Lucy, recently moved to Santa Fe, was wearing a heavy patchouli perfume that overpowered the small room. Thin in her faded jeans and boots, her bare, tanned arms revealed tattoos. Six months before, she had finished another in a long line of rehabs, and everyone was hopeful that this latest fresh start would take permanent hold.
“Is it possible,” Gwen said, sneezing, “that you not wear that around me? It’s giving me a headache.”
Lucy looked at Claire and burst into tears. Still the baby of the family. Her emotions always on the surface. “I’m going for a cigarette. Call me when the doctor comes.”
“I thought you quit,” Claire said. The tumor had not been found early, but she wouldn’t mention that.
* * *
Gwen hid at the end of the floor in the lounge, teleconferencing with her office until the doctor appeared. She returned to watch the nurses empty drains and tubing, and she helped them coil the hoses back up, pinning them on the inside of Claire’s nightshirt, careful and steady. She had a look of resolve in her eyes, ready to take on this new challenge.
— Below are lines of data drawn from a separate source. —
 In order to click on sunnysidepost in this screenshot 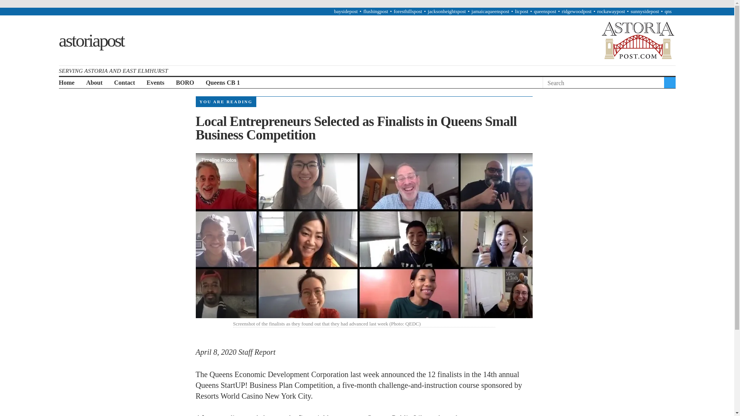, I will do `click(644, 11)`.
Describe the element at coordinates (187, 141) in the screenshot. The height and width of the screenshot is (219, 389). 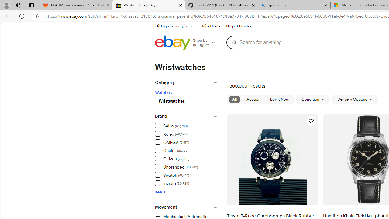
I see `OMEGA(51,511) Items` at that location.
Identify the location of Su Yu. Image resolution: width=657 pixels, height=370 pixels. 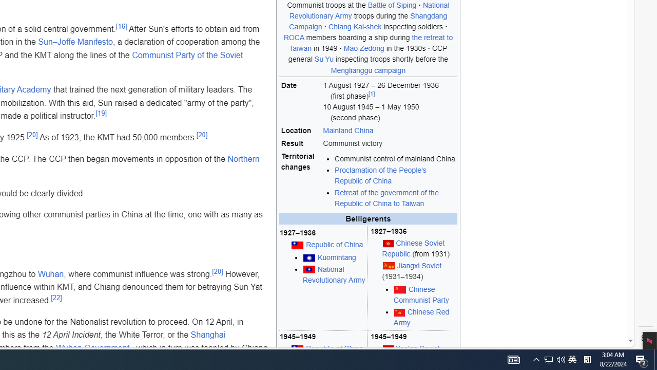
(324, 59).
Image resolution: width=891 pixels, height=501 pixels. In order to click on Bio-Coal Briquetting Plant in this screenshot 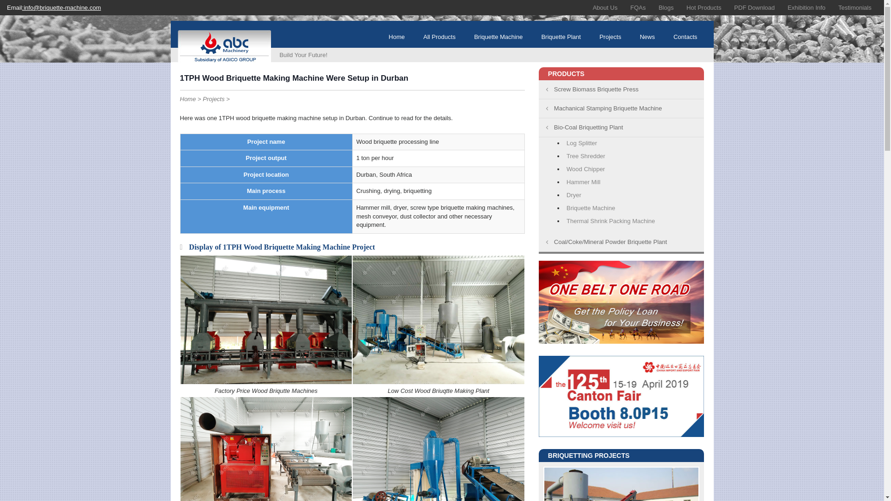, I will do `click(622, 127)`.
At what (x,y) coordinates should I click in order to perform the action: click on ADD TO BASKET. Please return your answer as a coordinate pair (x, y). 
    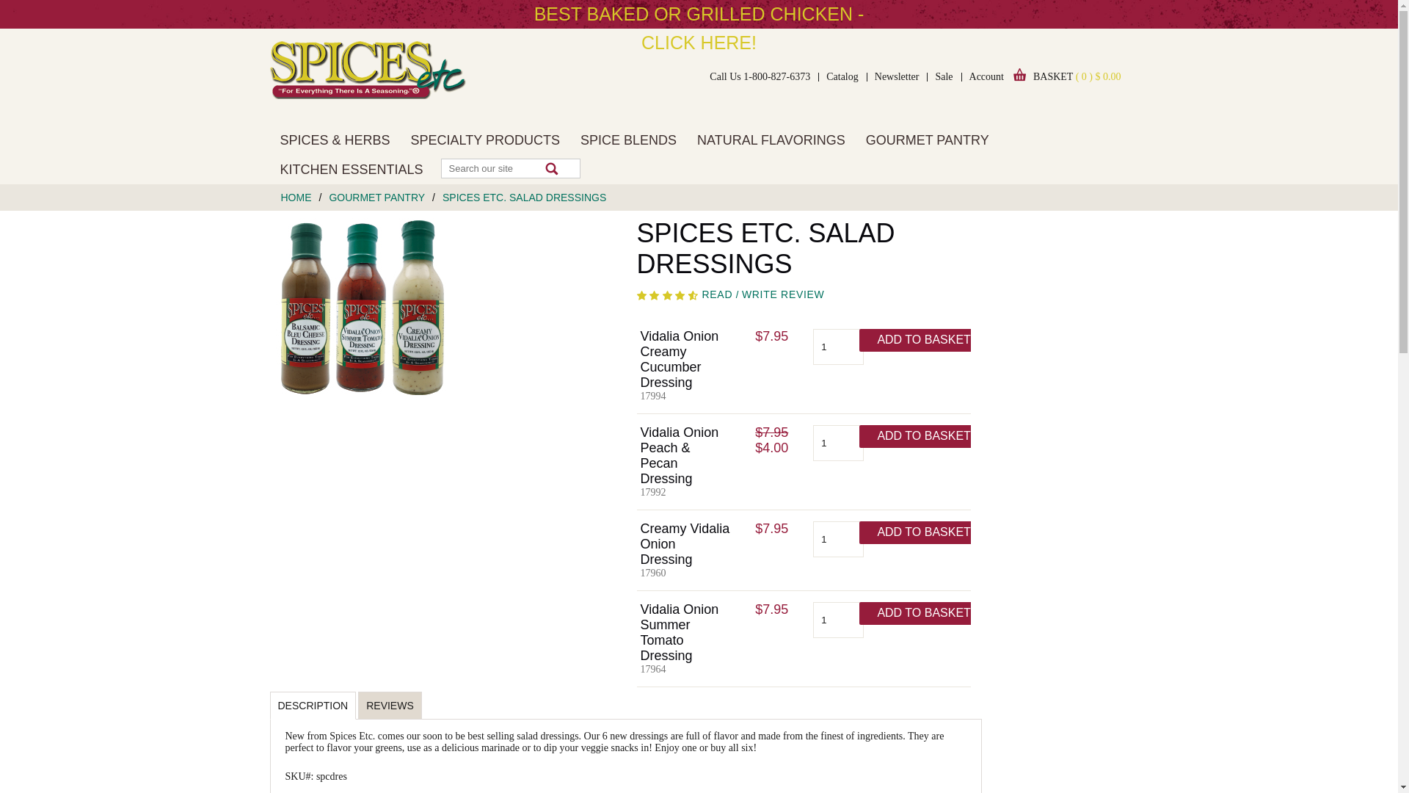
    Looking at the image, I should click on (923, 436).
She helped Claire into the bathroom, rolled her IV in after her.
“We should have caught it earlier,” Gwen whispered. Long ago, she had become the little mother of the family while her parents struggled to keep the farm solvent. Often Claire caught her washing Lucy’s face, mending her clothes, braiding her hair. Gwen would fix a snack for Josh or help him with his homework. When a girl he had a crush on turned him cruelly away, Gwen went to the girl’s house and bawled her out. Claire could gauge her failures in mothering by Gwen’s remedying the oversights.
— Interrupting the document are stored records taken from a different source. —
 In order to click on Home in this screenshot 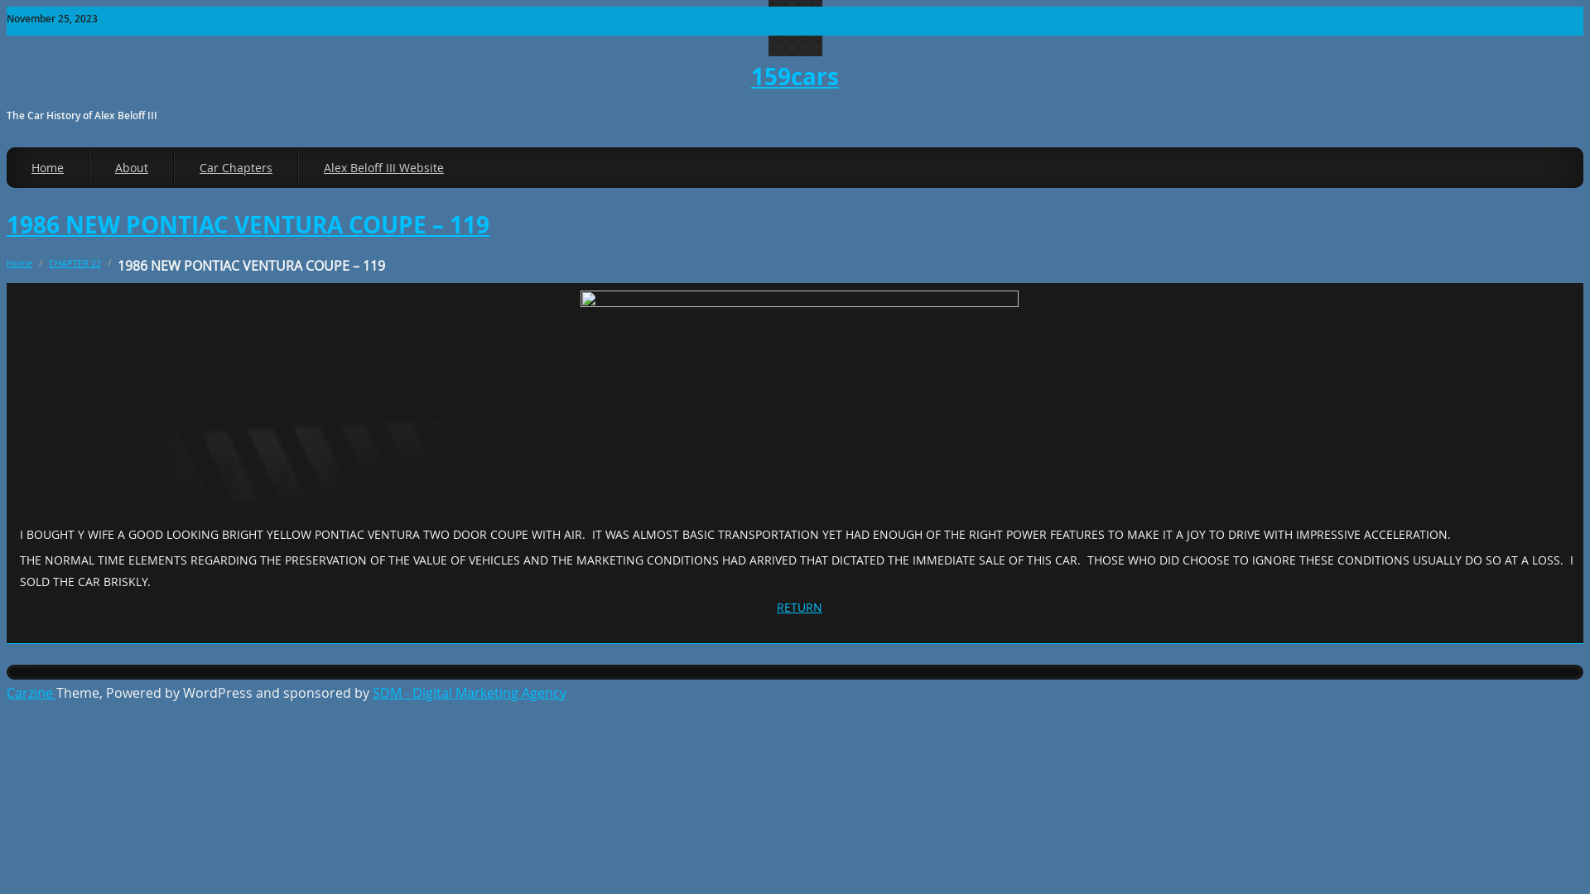, I will do `click(20, 263)`.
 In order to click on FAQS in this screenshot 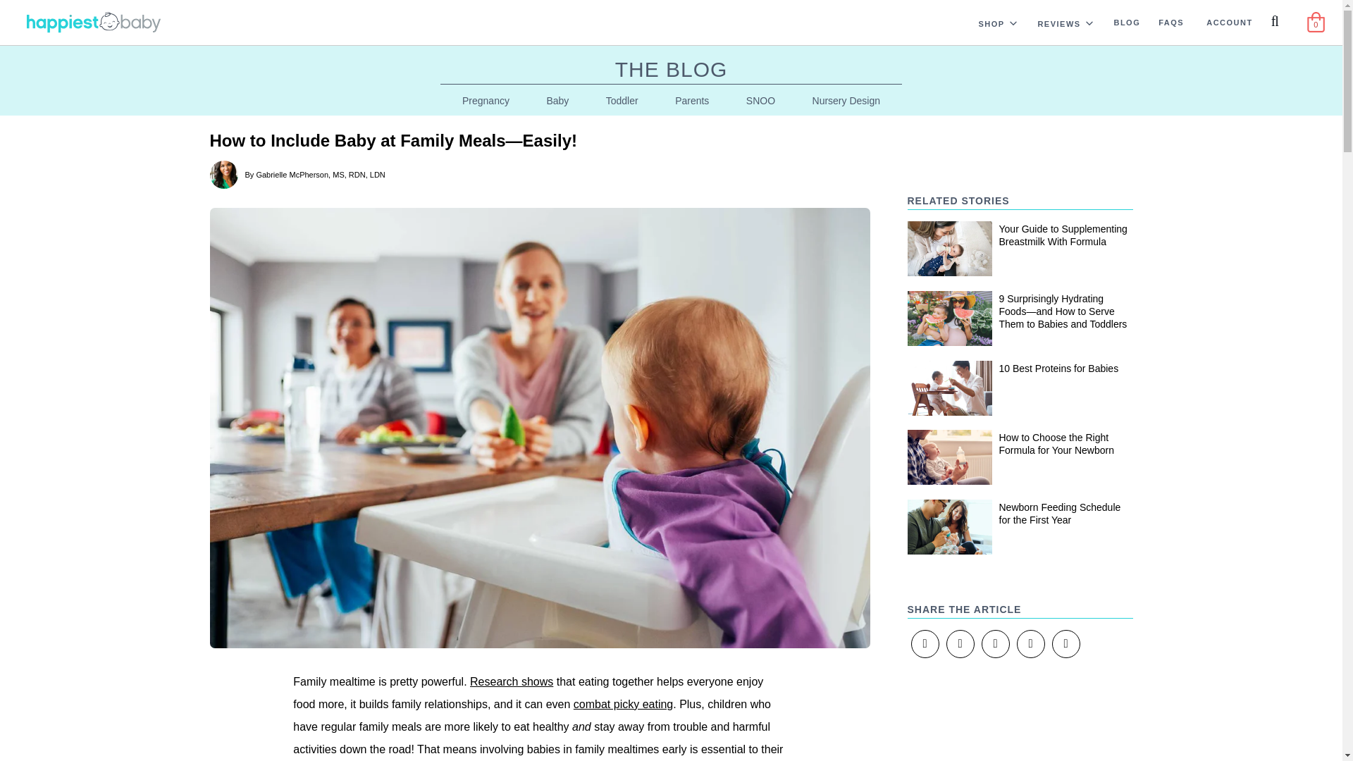, I will do `click(1170, 21)`.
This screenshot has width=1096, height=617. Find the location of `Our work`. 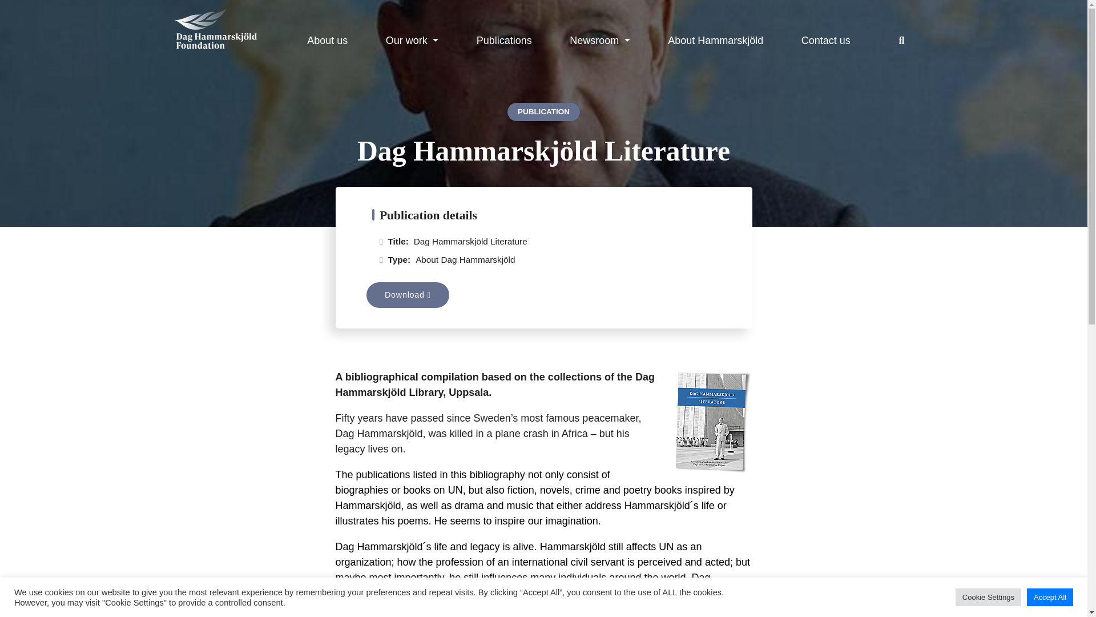

Our work is located at coordinates (412, 40).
Once Josh had come crying to Claire, a bump on his head and a half-moon-shaped gash along his cheek. The girls had been sunning in the orchard, and they had talked him into climbing an apricot tree to pick ripe fruit that was out of reach. He fell off the topmost branch. “They told me not to tell,” he cried. In a fury, Claire yelled at Gwen even as she felt the burden placed on her unfair. She was still a child herself. “You know better. It’s your job to look after them.”
* * *
In the hospital room, the light hurt Claire’s eyes. “I want out of here,” she said. The painkillers were wearing off; the nurses slow and stingy on their rounds. She begged that the blinds be lowered to a gloom, but even the blue of the television made the room appear hazy, smoke-filled, disturbing her. She longed for her own house, her own bed. What was happening with the fields in her absence?
“You just got out of surgery.”
“Recovery is the same anywhere.”
Lucy sneaked in a fifth of Knob Creek, and just as when they were teenagers, Gwen resisted, lectured, then finally gave in. “Just this once, for nerves. I’ve got it under control.” They took turns drinking shots out of the water glass on the nightstand. Lucy stroked her mother’s head. “When you’re out of here, I’ll take you for a real blowout.”